The Jewish cemetery is still to be seen in the outskirts of the town; Arab remains, both architectural and irrigatory, are everywhere present, and the quarter inhabited by{286} them, the most picturesque in Plasencia, is a Moorish village.
The city itself, crowning a hill beside the rushing Ierte, is a small Toledo; its streets are narrow and winding; its church towers are numerous, and the red brick houses warmly reflect the brilliancy of the southern atmosphere. The same death, however, the same inactivity and lack of movement, which characterize Toledo and other cities, hover in the alleys and in the public squares, in the fertile vegas and silent patios of Plasencia.
The history of the feuds between the great Castilian families who lived here is tragically interesting: Hernan Perez killed by Diego Alvarez, the son of one of the former's victims; the family of Monroye pitched against the Zuñigas and other noblemen,—these and many other traditions are among the most stirring of the events that happened in Spain in the middle ages.
Even the bishops called upon to occupy the see seem to have been slaves to the warlike spirit that hovered, as it were, in the very atmosphere of the town. The first prelate, Don Domingo, won the battle of Navas de Tolosa for his protector, Alfonso VIII.{287} When the Christian army was wavering, he rushed to the front (with his naked sword, the cross having been left at home), at the head of his soldiers, and drove the already triumphant Moors back until they broke their ranks and fled. The same bishop carried the Christian sword to the very heart of the Moorish dominions, to Granada, and conquered neighbouring Loja. The next prelate, Don Adán, was one of the leaders of the army that conquered Cordoba in 1236, and, entering the celebrated mezquita, sanctified its use as a Christian church.
The history of the cathedral church is no less interesting. The primitive see was temporarily placed in a church on a hill near the fortress; this building was pulled down in the fifteenth century, and replaced by a Jesuit college.
Toward the beginning of the fourteenth century a cathedral church was inaugurated.

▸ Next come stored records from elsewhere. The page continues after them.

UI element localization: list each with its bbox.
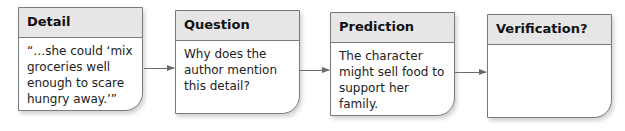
verification-box: Verification? xyxy=(487,14,612,118)
question-box: Question Why does the author mention thi… xyxy=(175,10,300,114)
detail-box-text: “…she could ‘mix groceries well enough t… xyxy=(19,38,142,107)
question-box-title: Question xyxy=(176,11,299,41)
prediction-box-text: The character might sell food to support… xyxy=(331,43,454,112)
prediction-box-title: Prediction xyxy=(331,13,454,43)
arrow-prediction-to-verification xyxy=(455,72,486,73)
prediction-box: Prediction The character might sell food… xyxy=(330,12,455,116)
question-box-text: Why does the author mention this detail? xyxy=(176,41,299,94)
verification-box-title: Verification? xyxy=(488,15,611,45)
detail-box: Detail “…she could ‘mix groceries well e… xyxy=(18,7,143,111)
arrow-question-to-prediction xyxy=(300,70,329,71)
verification-box-text xyxy=(488,45,611,50)
detail-box-title: Detail xyxy=(19,8,142,38)
arrow-detail-to-question xyxy=(144,68,174,69)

Its life was short, however, for in 1498 it was partially pulled down to make way for a newer and larger edifice, which is to-day the unfinished Renaissance cathedral visited by the tourist.
Parts of the old cathedral are, however, still standing. Between the tower of the new{288} temple and the episcopal palace, but unluckily weighted down by modern superstructures, stands the old façade, almost intact. The grossness of the structural work, the timid use of the ogival arch, the primitive rose window, and the general heaviness of the structure, show it to belong to the decadent period of the Romanesque style, when the artists were attempting something new and forgetting the lessons of the past.
The new cathedral is a complicated Gothic-Renaissance building of a nave and two aisles, with an ambulatory behind the high altar. Not a square inch but what has been hollowed out into a niche or covered over with sculptural designs; the Gothic plan is anything but pure Gothic, and the Renaissance style has been so overwrought that it is anything but Italian Renaissance.
The façade of the building is imposing, if not artistic; it is composed of four bodies, each supported laterally by pillars and columns of different shapes and orders, and possessing a hueco or hollow in the centre, the lowest being the door, the highest a stained glass window, and the two central ones blind windows, which spoil the whole. The floral and Byzantine (Arab?) decoration{289} of pillars and friezes is of a great wealth of varied designs; statuettes are missing in the niches, proving the unfinished state of the church.